Josef K looks at the entrails of a sick and all-mighty Court, its canine victims and its hounds, and plays a word crossing game with Job, from where does it come, this whirlwind, a hurricane? If like dogs defendants are treated in Leviathan’s attics and whirlwinds of nausea, like ants, Job’s children perish beneath the rubble as “a mighty wind comes [came] across the deserts” (1:19-20). If Yahweh’s whirlwind saves Job, the Judge’s symbolic legal whirlwind murders K (T231). Like a dog, in the night, Josef K is carried off like Satan’s whirlwind. “It will ... lift him up... and whirl him out of his place... without pity as he tries to flee from its power” (27:20-22). In this crisscrossed hurricane, impotent defendants are impeded to engage in and follow their processes, slowly drowning, in frustration, beneath the tragic divisible mask of progress. Impotently 3⁄4 they demand volatile Lady Justice to settle her scales, and this is not possible. Impotently 3⁄4 they demand vindication, and the just measure of their steps, and this is not possible. Impotently 3⁄4 they demand to see Him and be heard by Him, and this is not possible. Exhausted, they demand nullification, acquittal 3⁄4 a zero 3⁄4 and this is not possible. Only the vertebrae of Leviathan’s attics as infinity plus one, “¥ + 1,” is possible — the pitiless, impious + one, added to days, to sentences que no son sentencias, pero veredictos, to words, to existence to mercilessly annihilate it: tyranny’s fist in Josef K’s gravest trial and hour.

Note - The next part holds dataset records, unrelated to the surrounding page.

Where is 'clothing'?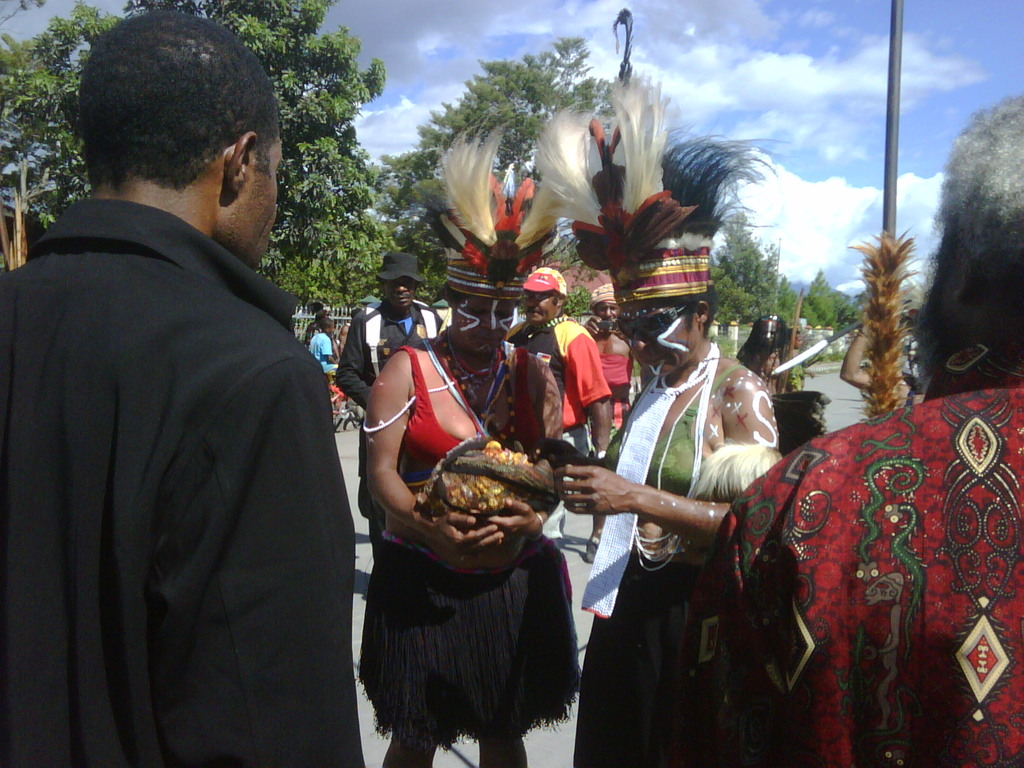
left=596, top=364, right=724, bottom=534.
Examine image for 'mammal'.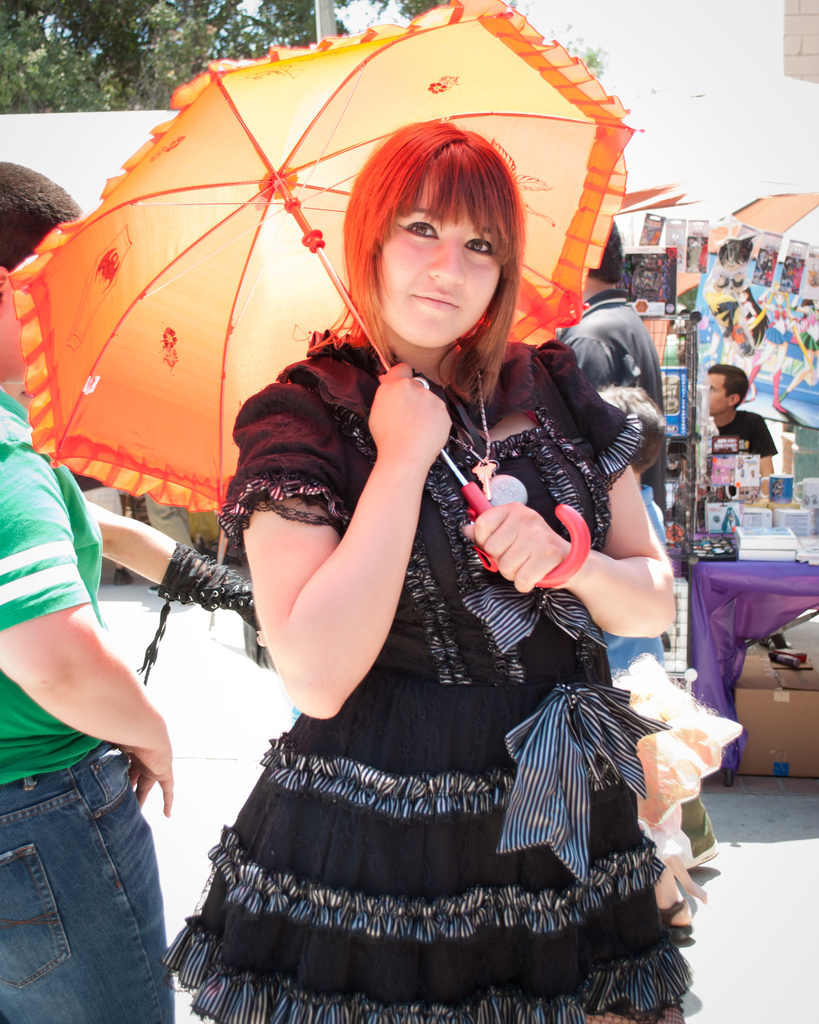
Examination result: bbox(603, 388, 696, 934).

In the inscrutable hour, defendants, dehumanized by the Court’s absolute power, discern the absurd paradox.270 There are no acquittals, only crucifixions or amputations of the self. Absolute acquittals are not possible, and all other acquittals are persistent, immutable, abiding (T157-63). These paradoxes, nails, admit apparent acquittals as refutations of justice. They proclaim muteness, shadows, and a liminal existence: the accused is apparently free, but not; at times, the charge is apparently dropped, but perpetually hovers, and reinstatement is always in the nearing. Thus, an “apparently absolved” individual can suffer sudden arrests (T158-59). The absent Prosecutor, always eager to assault, may pounce from nowhere, somewhere, or everywhere (T158-61). The process becomes a dateless process of fatal uncertainty,271 of endless series of arrests regressing yet appearing to progress, or vice-versa. In the rift of being 3⁄4 infinitely opening, infinitely closing, infinitely returning (T157), the infinite returns as the infinitely continuous. There, “acquittal by protraction,” is another infamous cycle (T162). The accused, ever vigilant, ever alert, and never convicted is spared sudden arrests, but persecuted like a hunted beast (10:13-17; T158-61). At the infinite crisscross, the Judge and the Prosecutor are a mise en abyme of Yahweh and Satan. Here 3⁄4 Satan’s presence is revealed in The Trial’s omnipotent Court.
269 Milton. Complete Poems and Major Prose. Ed. By Merritt Y. Hughes. The Tenure ofKings and Magistrates. Indianapolis: Hackett Publishing Company, Inc., 1957. 755
270 It is incomprehensible that trials, which by nature ought to flourish, be thrown off course, and taken out of the lawyers’ hands. In a travesty of Justice, legal counsel is unable to defend the accused, predict or follow trials diligently.
271 Block’s many insubstantial inquiries and petitions are as futile and worthless (T121) as Job’s negative confession and petition. The trial does not progress; in fact, it is impossible to ascertain a firm trial date (T177). The court’s corridors, its mock courtrooms, indeed, preach sophistries. Against these larger trials of one accused against the tyranny of the many, there are also an endless number of mini-trials against acquaintances, friends, inane guards, inspectors, a flogger, Fräulein, etc.